Jocelyn Brooke (1908-1966)
In this visual essay, Dr Simon Wilson presents the life and works of kent author Jocelyn Brooke.

In this visual essay, Dr Simon Wilson presents the life and works of kent author Jocelyn Brooke.

Amber Potter traces the life of early 16th century prophetess Elizabeth Barton: the Maid of Kent.

Deal seafront and pier become a shifting register of tide, weather, and light, observed from a quiet window that turns the coast into a series of framed panels. Maritime traffic, Goodwin Sands, and distant French lights punctuate the scene and sharpen the poem’s attention to pattern, colour, and motion along the Channel edge.

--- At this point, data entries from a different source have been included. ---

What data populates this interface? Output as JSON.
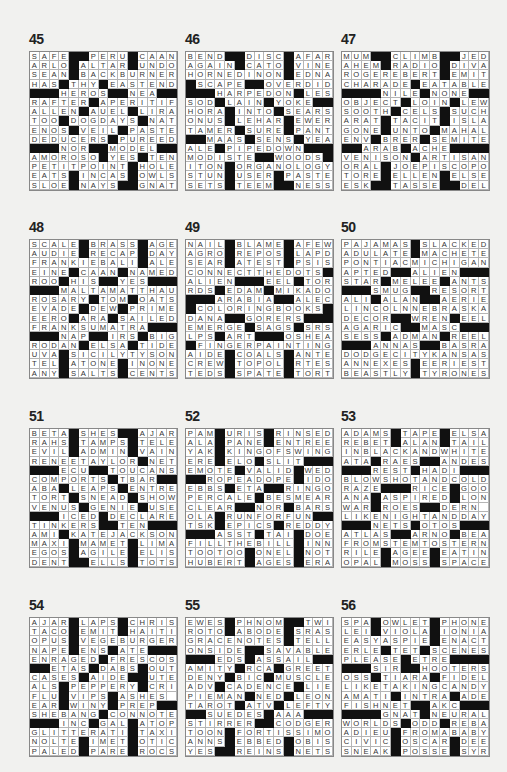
{
  "puzzles": [
    {
      "number": "45",
      "x": 29,
      "y": 51,
      "rows": [
        "SAFE##PERU#CAAN",
        "ARLO#ALTAR#UNDO",
        "SEAN#BACKBURNER",
        "HAS#THY#EASTEND",
        "###HEROS##NEA##",
        "RAFTER#APERITIF",
        "ALLEN#AUEL#LIRA",
        "TOO#DOGDAYS#NAT",
        "ENOS#VEIL#PASTE",
        "DEDUCERS#PUREED",
        "###NOR##MODEL##",
        "AMOROSO#YES#TEN",
        "PETITPOINT#HOLE",
        "EATS#INCAS#OWLS",
        "SLOE#NAYS##GNAT"
      ]
    },
    {
      "number": "46",
      "x": 185,
      "y": 51,
      "rows": [
        "BEND##DISC#AFAR",
        "AGAIN#CATO#VINE",
        "HORNEDINON#EDNA",
        "#SCAPE##OVERDID",
        "###HARPEDON#LES",
        "SOD#LAIN#YOKE##",
        "HORA#INTO#SEARS",
        "ONUS#LEHAR#EWER",
        "TAMER#SURE#PANT",
        "##MAAS#SENS#YEA",
        "ALE#PIPEDOWN###",
        "MODISTE##WOODS#",
        "ITON#ORGANOLOGY",
        "STUN#USER#PASTE",
        "SETS#TEEM##NESS"
      ]
    },
    {
      "number": "47",
      "x": 341,
      "y": 51,
      "rows": [
        "MUM##CLIMB##JED",
        "AHEM#RADIO#DIVA",
        "ROGEREBERT#EMIT",
        "CHARADE#EATABLE",
        "####NILE#NONE##",
        "OBJECT#LOIN#LEW",
        "SOOTH#CELS#SUCH",
        "ARAT#TACIT#ISLA",
        "GONE#UNTO#MAHAL",
        "ENV#BRER#SEMITE",
        "##ARAB#ACHE####",
        "VENISON#ARTISAN",
        "ORAL#JOEPISCOPO",
        "TORE#ELLEN#ELSE",
        "ESK##TASSE##DEL"
      ]
    },
    {
      "number": "48",
      "x": 29,
      "y": 239,
      "rows": [
        "SCALE#BRASS#AGE",
        "AUDIE#RECAP#DAY",
        "FRANKIEBALI#ALE",
        "EINE#CAAN#NAMED",
        "ROO#HIS##YES###",
        "###MALTAMATTHAU",
        "ROSARY#TOM#OATS",
        "EVADE#DEW#PRIME",
        "EERO#ARA#SAILED",
        "FRANKSUMATRA###",
        "###NAP##IRS#BIG",
        "RODAN#ELSA#TIDE",
        "UVA#SICILYTYSON",
        "TEL#ATONE#INONE",
        "ANY#SALTS#CENTS"
      ]
    },
    {
      "number": "49",
      "x": 185,
      "y": 239,
      "rows": [
        "NAIL#BLAME#AFEW",
        "AGRO#REPOS#LAPD",
        "SEAR#ATEST#PSIS",
        "CONNECTTHEDOTS#",
        "ALIEN###EEL#TOR",
        "RDS#EDAM#MIKADO",
        "###ARABIA##ALEC",
        "#COLORINGBOOKS#",
        "DANA##GORERS###",
        "EMERGE#SAGS#SRS",
        "LPS#ART###OSHEA",
        "#FINGERPAINTING",
        "AIDE#COALS#ANTE",
        "CREW#TOPOL#RTES",
        "TEDS#SPATE#TORT"
      ]
    },
    {
      "number": "50",
      "x": 341,
      "y": 239,
      "rows": [
        "PAJAMAS#SLACKED",
        "ADULATE#MACHETE",
        "PONTIACMICHIGAN",
        "APTED##ALIEN###",
        "STAR#MELEE#ANTS",
        "###SMUG##RESORT",
        "ALI#ALAN##AERIE",
        "LINCOLNNEBRASKA",
        "DECOR##WREN#EEL",
        "AGARIC##MASC###",
        "SESS#ADMAN#REEL",
        "###ANNAS##BASRA",
        "DODGECITYKANSAS",
        "ANNEXES#EERIEST",
        "BEASTLY#TYRONES"
      ]
    },
    {
      "number": "51",
      "x": 29,
      "y": 428,
      "rows": [
        "BETA#SHES##AJAR",
        "RAHS#TAMPS#TELE",
        "EVIL#ADMIN#VAIN",
        "RENEETAYLOR#NET",
        "###ECU##TOUCANS",
        "COMPORTS#TBAR##",
        "ABA#LEAPS#ENTRE",
        "TORT#SNEAD#SHOW",
        "VENUS#GENIE#USE",
        "###ICED#DECLARES",
        "TINKERS##TEN###",
        "AMI#KATEJACKSON",
        "MAXI#MAMET#LIMA",
        "EGOS#AGILE#ELIS",
        "DENT##ELLS#TOTS"
      ]
    },
    {
      "number": "52",
      "x": 185,
      "y": 428,
      "rows": [
        "PAM#URIS#RINSED",
        "ALA#PANE#ENTREE",
        "YAK#KINGOFSWING",
        "ERE#ELO#SLIT###",
        "EMOTE#VALID#WED",
        "##ROPEADOPE#IDO",
        "EBBS#ETA##RINGO",
        "PERCALE#BESMEAR",
        "CLEAR##NOR#BARS",
        "OLA#RUNFORFUN##",
        "TSK#EPICS#REDDY",
        "###ASST#TAI#DOE",
        "FILLTHEBILL#INN",
        "TOOTOO#ONEL#NOT",
        "HUBERT#AGES#ERA"
      ]
    },
    {
      "number": "53",
      "x": 341,
      "y": 428,
      "rows": [
        "ADAMS#TAPE#ELSA",
        "REBET#ALAN#TAIL",
        "INBLACKANDWHITE",
        "ATA#RAES##ANDES",
        "###REST#HADI###",
        "BLOWSHOTANDCOLD",
        "RAZE###RICE#GOO",
        "ANA#ASPIRED#LON",
        "WAR#ROES##DERN",
        "LIKENIGHTANDDAY",
        "###NETS#OTOS###",
        "ATLAS##ARNO#BEA",
        "FROMSTEMTOSTERN",
        "RILE#AGEE#EATIN",
        "OPAL#MOSS#SPACE"
      ]
    },
    {
      "number": "54",
      "x": 29,
      "y": 617,
      "rows": [
        "AJAR#LAPS#CHRIS",
        "TACO#EMIT#HAITI",
        "OPUS#VEGEBURGER",
        "NAPE#ENS#ATE###",
        "ENRAGED#FRESCOS",
        "##ETAS#DABS#OUT",
        "CASES#AIDE##UTE",
        "ALS#PEPPERY#CRI",
        "FLU#VIPS#ASHES",
        "EAR#WINY#PREP##",
        "SHEBANG#CONNOTE",
        "###INC#GAL#ATOP",
        "GLITTERATI#TAXI",
        "NOLTE#IMET#OTIC",
        "PALED#PARE#ROCS"
      ]
    },
    {
      "number": "55",
      "x": 185,
      "y": 617,
      "rows": [
        "EWES#PHNOM##TWI",
        "ROTO#ABODE#SRAS",
        "GRACENOTES#TELL",
        "ONSIDE##SAVABLE",
        "###EDS#ASSAIL##",
        "AMITY#RCA#GREET",
        "DENY#BIC#MUSCLE",
        "ADV#CADENCE#LIE",
        "PIEMAN#NED#LEON",
        "TAROT#ATV#LEFTY",
        "##SUEDES#AAA###",
        "STIRRER##CODGER",
        "TOON#FORTISSIMO",
        "ANNS#EBBED#OBIS",
        "YES##REINS#NETS"
      ]
    },
    {
      "number": "56",
      "x": 341,
      "y": 617,
      "rows": [
        "SPA#OWLET#PHONE",
        "LEI#VIOLA#IONIA",
        "EASYASPIE#ENACT",
        "ERLE#TET#SCENES",
        "PLEASE#ETRE####",
        "###SIR##HOOTERS",
        "OSS#TIARA#FIDEL",
        "LIKETAKINGCANDY",
        "AMATI#INTRA#ADE",
        "FISHNET##AKC###",
        "####GNAT#NEURAL",
        "WORLDS#ODD#REBA",
        "ADIEU#FROMABABY",
        "CIVIC#OSCAR#DEE",
        "SNEAK#POSSE#SYR"
      ]
    }
  ]
}
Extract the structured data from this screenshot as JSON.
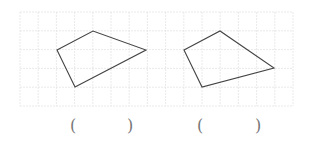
{
  "grid": {
    "x0": 20,
    "y0": 12,
    "cols": 15,
    "rows": 5,
    "cell_w": 18.2,
    "cell_h": 18.8,
    "line_color": "#e4e4e4"
  },
  "shapes": [
    {
      "name": "quadrilateral-1",
      "points": "57,50 93,31 146,50 75,87",
      "stroke": "#444444"
    },
    {
      "name": "quadrilateral-2",
      "points": "184,50 220,31 274,68 202,87",
      "stroke": "#444444"
    }
  ],
  "answers": [
    {
      "open": "(",
      "close": ")",
      "open_x": 70,
      "close_x": 127
    },
    {
      "open": "(",
      "close": ")",
      "open_x": 197,
      "close_x": 255
    }
  ]
}
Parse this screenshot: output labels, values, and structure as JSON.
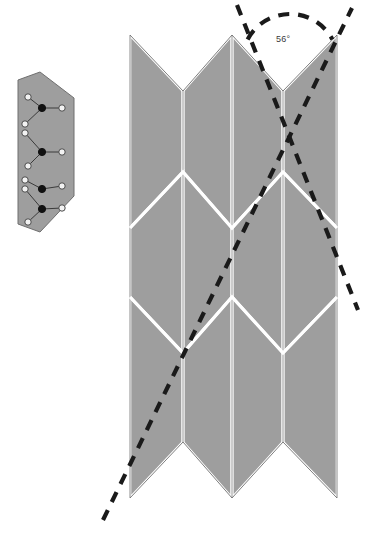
{
  "figure": {
    "background_color": "#ffffff",
    "panel_fill": "#9e9e9e",
    "panel_stroke": "#ffffff",
    "panel_edge_color": "#6f6f6f",
    "dash_color": "#1a1a1a",
    "node_open_fill": "#f2f2f2",
    "node_open_stroke": "#4a4a4a",
    "node_filled_fill": "#111111",
    "link_color": "#3a3a3a"
  },
  "annotations": {
    "angle": {
      "value": "56",
      "unit": "°",
      "text": "56°",
      "x": 276,
      "y": 34
    }
  },
  "inset": {
    "name": "unit-cell-graph-inset",
    "outline": [
      [
        40,
        72
      ],
      [
        74,
        98
      ],
      [
        74,
        196
      ],
      [
        40,
        232
      ],
      [
        18,
        224
      ],
      [
        18,
        80
      ]
    ],
    "nodes_open": [
      {
        "x": 28,
        "y": 97
      },
      {
        "x": 62,
        "y": 108
      },
      {
        "x": 25,
        "y": 124
      },
      {
        "x": 25,
        "y": 133
      },
      {
        "x": 62,
        "y": 152
      },
      {
        "x": 28,
        "y": 166
      },
      {
        "x": 25,
        "y": 180
      },
      {
        "x": 25,
        "y": 189
      },
      {
        "x": 62,
        "y": 186
      },
      {
        "x": 62,
        "y": 208
      },
      {
        "x": 28,
        "y": 222
      }
    ],
    "nodes_filled": [
      {
        "x": 42,
        "y": 108
      },
      {
        "x": 42,
        "y": 152
      },
      {
        "x": 42,
        "y": 189
      },
      {
        "x": 42,
        "y": 209
      }
    ],
    "edges": [
      [
        [
          28,
          97
        ],
        [
          42,
          108
        ]
      ],
      [
        [
          42,
          108
        ],
        [
          62,
          108
        ]
      ],
      [
        [
          25,
          124
        ],
        [
          42,
          108
        ]
      ],
      [
        [
          25,
          133
        ],
        [
          42,
          152
        ]
      ],
      [
        [
          42,
          152
        ],
        [
          62,
          152
        ]
      ],
      [
        [
          28,
          166
        ],
        [
          42,
          152
        ]
      ],
      [
        [
          25,
          180
        ],
        [
          42,
          189
        ]
      ],
      [
        [
          42,
          189
        ],
        [
          62,
          186
        ]
      ],
      [
        [
          25,
          189
        ],
        [
          42,
          209
        ]
      ],
      [
        [
          42,
          209
        ],
        [
          62,
          208
        ]
      ],
      [
        [
          28,
          222
        ],
        [
          42,
          209
        ]
      ]
    ]
  },
  "sheet": {
    "name": "miura-ori-sheet",
    "columns_x": [
      130,
      183,
      232,
      283,
      337
    ],
    "rows_y": [
      63,
      200,
      325,
      470
    ],
    "zigzag_amplitude": 28
  },
  "dashed_paths": {
    "incoming_ray": {
      "name": "incoming-ray",
      "from": [
        103,
        520
      ],
      "to": [
        352,
        8
      ]
    },
    "outgoing_ray": {
      "name": "outgoing-ray",
      "from": [
        237,
        5
      ],
      "to": [
        358,
        310
      ]
    },
    "angle_arc": {
      "name": "angle-arc",
      "cx": 290,
      "cy": 62,
      "r": 48,
      "start_deg": 208,
      "end_deg": 332
    }
  }
}
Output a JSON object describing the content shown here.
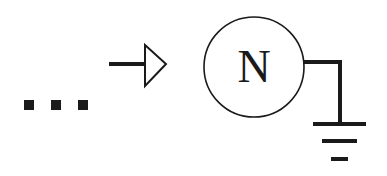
{
  "diagram": {
    "ellipsis": {
      "count": 3,
      "color": "#1a1a1a"
    },
    "arrow": {
      "style": "hollow-triangle-head",
      "direction": "right",
      "color": "#1a1a1a"
    },
    "node": {
      "label": "N",
      "shape": "circle",
      "stroke": "#1a1a1a",
      "fill": "#ffffff"
    },
    "ground": {
      "symbol": "earth-ground",
      "bars": 3,
      "color": "#1a1a1a"
    }
  }
}
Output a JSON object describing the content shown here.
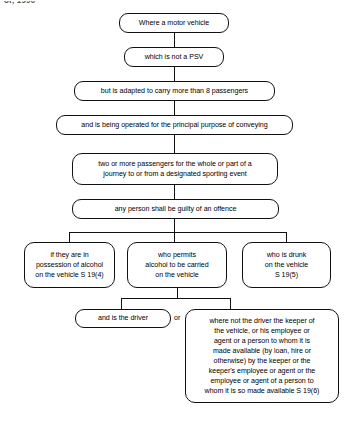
{
  "document": {
    "header_fragment": "of, 1990",
    "type": "legal flowchart",
    "subject": "Sporting Events (Control of Alcohol etc) offences S 19"
  },
  "flowchart": {
    "title": "Motor vehicle alcohol offence flowchart",
    "nodes": [
      {
        "id": "n1",
        "text": "Where a motor vehicle"
      },
      {
        "id": "n2",
        "text": "which is not a PSV"
      },
      {
        "id": "n3",
        "text": "but is adapted to carry more than 8 passengers"
      },
      {
        "id": "n4",
        "text": "and is being operated for the principal purpose of conveying"
      },
      {
        "id": "n5",
        "line1": "two or more passengers for the whole or part of a",
        "line2": "journey to or from a designated sporting event"
      },
      {
        "id": "n6",
        "text": "any person shall be guilty of an offence"
      },
      {
        "id": "n7",
        "line1": "if they are in",
        "line2": "possession of alcohol",
        "line3": "on the vehicle  S 19(4)"
      },
      {
        "id": "n8",
        "line1": "who permits",
        "line2": "alcohol to be carried",
        "line3": "on the vehicle"
      },
      {
        "id": "n9",
        "line1": "who is drunk",
        "line2": "on the vehicle",
        "line3": "S 19(5)"
      },
      {
        "id": "n10",
        "text": "and is the driver"
      },
      {
        "id": "n11",
        "line1": "where not the driver the keeper of",
        "line2": "the vehicle, or his employee or",
        "line3": "agent or a person to whom it is",
        "line4": "made available (by loan, hire or",
        "line5": "otherwise) by the keeper or the",
        "line6": "keeper's employee or agent or the",
        "line7": "employee or agent of a person to",
        "line8": "whom it is so made available S 19(6)"
      }
    ],
    "connectors": {
      "or_label": "or"
    },
    "colors": {
      "stroke": "#111111",
      "text": "#000000",
      "background": "#ffffff"
    }
  }
}
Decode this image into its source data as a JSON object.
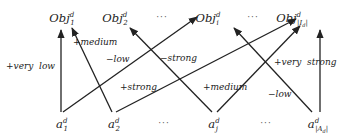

Daniel Vince considers the early 20th century years Noël Coward lived in Kent and his works created there.

Michelle Whitham traces British Prime Minister Winston Churchill's long association with Kent, particularly his country house of Chartwell.

Edward Linley Sambourne’s career as a Punch cartoonist intersects with Kent’s seaside resorts through holidays, friendships, and public events in Thanet, Ramsgate, Margate, Dover, and Folkestone. Diaries, travel details, and photographic practice reveal how railway mobility and leisure landscapes fed his satirical work while also exposing a troubling pattern of voyeuristic image-making.

Michelle Crowther traces the life and work of historical fiction writer Nora Geraldine Gordon Salmon (pseudonym J.G. Sarasin).

Mary Cowden Clarke’s autobiographical memories trace how Kent shaped a Shakespeare scholar’s sensibility through travel mishaps, seaside journeys, and rural pleasures. Episodes from Margate, Dover, Tonbridge, and Ramsgate link nineteenth-century mobility, food, and landscape to literary networks around Keats, Coleridge, Dickens, and the Novello circle.

The Great Storm of 1987 was the worst to hit the UK since 1703, with damage including the destruction of 6 of the famous oaks in Sevenoaks and a high number of deaths.

George Meredith’s letters and fiction link the health culture of sea-bathing with brief visits to Ramsgate and other Kent resorts, set against his enduring attachment to rural life. The Kentish countryside in The Amazing Marriage frames Carinthia’s struggle for autonomy and marks Meredith’s late-Victorian engagement with the New Woman.

Robert Plot links seventeenth-century scientific inquiry with county-based natural history through collecting fossils, minerals, and antiquities and publishing landmark surveys of Oxfordshire and Staffordshire. His retirement in Borden, Kent shaped late work on Kent’s landscape and built heritage, including notes for Camden’s Britannia and observations from a 1693 tour.

John Tradescant the Younger linked Kent schooling and family roots to a career in early modern botany, gardening, and global plant collecting. His work at Lambeth’s Ark and the 1656 Museum Tradescantianum catalogue helped turn a cabinet of curiosities into a public-facing museum model later absorbed into the Ashmolean, amid contested inheritance and legal conflict.